NORTH MIAMI BEACH, FL. Inspectors documented food not cooked to the required minimum temperature at Nick Caribbean Restaurant on West Dixie Highway on June 18, a violation that puts customers at direct risk of Salmonella and other pathogens that survive in undercooked poultry. The restaurant was not closed.
That finding was one of seven high-severity violations cited that day at the 14530 W Dixie Hwy location. Three intermediate violations accompanied them. Inspectors left the restaurant operating.
What Inspectors Found
The cooking temperature violation was not the only finding that pointed to food reaching customers in an unsafe state. Inspectors also cited food contact surfaces not properly cleaned or sanitized, a primary vehicle for bacterial transfer between raw and ready-to-eat food. Cutting boards, prep surfaces, and utensils that are not properly sanitized can carry pathogens directly onto the next dish served.
Toxic chemicals were found improperly stored or labeled. Chemicals stored near food or without clear labeling can contaminate ingredients through spills, mislabeling, or cross-contact, and the resulting poisoning often mimics foodborne illness, making the source harder to trace.
Inspectors also cited inadequate handwashing by food employees. No employee health policy was on record, meaning the restaurant had no written system requiring sick workers to stay out of food handling. Required procedures for specialized food processes were not being followed. And the restaurant displayed no consumer advisory for raw or undercooked items, leaving customers with no notice that certain dishes carried elevated risk.
What These Violations Mean
Undercooking is not a paperwork failure. Salmonella in poultry survives below 165 degrees Fahrenheit, and a single serving from an undercooked bird can put a diner in the hospital. The absence of a consumer advisory compounds that risk: customers who are elderly, pregnant, or immunocompromised have no way of knowing a dish presents elevated danger if the restaurant does not disclose it.

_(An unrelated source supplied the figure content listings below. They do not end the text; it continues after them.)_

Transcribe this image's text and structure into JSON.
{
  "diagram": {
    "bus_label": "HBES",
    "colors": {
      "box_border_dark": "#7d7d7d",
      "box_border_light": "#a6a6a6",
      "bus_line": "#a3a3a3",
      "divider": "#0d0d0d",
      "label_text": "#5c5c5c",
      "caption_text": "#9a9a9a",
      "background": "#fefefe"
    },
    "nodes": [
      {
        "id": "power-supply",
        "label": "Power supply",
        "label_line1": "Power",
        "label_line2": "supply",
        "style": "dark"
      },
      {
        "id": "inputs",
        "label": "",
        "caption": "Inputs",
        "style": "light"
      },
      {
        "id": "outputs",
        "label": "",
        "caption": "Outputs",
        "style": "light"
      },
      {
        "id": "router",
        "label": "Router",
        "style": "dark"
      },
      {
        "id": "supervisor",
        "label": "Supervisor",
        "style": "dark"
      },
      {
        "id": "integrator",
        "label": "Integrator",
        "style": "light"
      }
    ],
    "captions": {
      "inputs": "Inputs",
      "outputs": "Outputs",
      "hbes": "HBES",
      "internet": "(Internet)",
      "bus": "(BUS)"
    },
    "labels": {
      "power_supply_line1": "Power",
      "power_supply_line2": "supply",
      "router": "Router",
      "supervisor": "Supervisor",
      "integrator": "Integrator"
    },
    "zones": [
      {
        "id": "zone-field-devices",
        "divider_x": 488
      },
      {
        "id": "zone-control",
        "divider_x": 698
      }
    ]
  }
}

The handwashing and health policy violations work together as a transmission system. Without a written employee health policy at Nick Caribbean Restaurant, a worker with Norovirus has no formal obligation to report symptoms or stay off the line. Norovirus spreads through contaminated hands to food surfaces to the next customer's plate. Improper handwashing is, according to public health researchers, the single most significant factor in spreading foodborne illness in restaurant settings.
Improperly stored toxic chemicals add a separate and acute risk. A mislabeled chemical bottle or a container stored above a prep surface creates a direct contamination pathway that has nothing to do with bacterial growth or cooking temperatures. It is immediate.
The intermediate violations, including equipment in poor repair and single-use items being reused, extend the contamination risk further. Cracked or corroded equipment harbors bacteria in places that cannot be effectively cleaned. Reused single-use items, whether gloves, cups, or foil, carry whatever contaminated them the first time directly into the next use.
The Longer Record
June 18 was not an anomaly. State records show Nick Caribbean Restaurant has accumulated 369 violations across 34 inspections on file. The restaurant was emergency-closed once before, in February 2024, after inspectors documented roach and rodent activity. It reopened the following day.
The pattern in the months surrounding this inspection is consistent. On June 16, two days before the June 18 visit, inspectors conducted two separate inspections and found 9 high-severity violations in one and 4 in the other. On June 19, the day after the inspection at the center of this story, inspectors returned and again found 7 high and 3 intermediate violations. The same totals, on consecutive days.
Going further back, the restaurant drew 7 high-severity violations in October 2025 and 4 in March 2026. Two inspections in mid-2025, in May and August, showed zero high-severity violations. Those clean visits now look like the exception in a record that otherwise reads as a sustained pattern of serious citations.
The 2024 emergency closure came after pest activity. The violations documented in June 2026 are different in character, centered on food handling, cooking, sanitation, and chemical storage, but the inspection frequency and violation counts reflect a facility that has been drawing serious citations at regular intervals for years.
Open for Business
State inspectors documented seven high-severity violations at Nick Caribbean Restaurant on June 18, 2026. They cited undercooking, unsanitized food contact surfaces, toxic chemical mishandling, inadequate handwashing, no employee health policy, no consumer advisory, and failures in specialized food processes.
They did not close it.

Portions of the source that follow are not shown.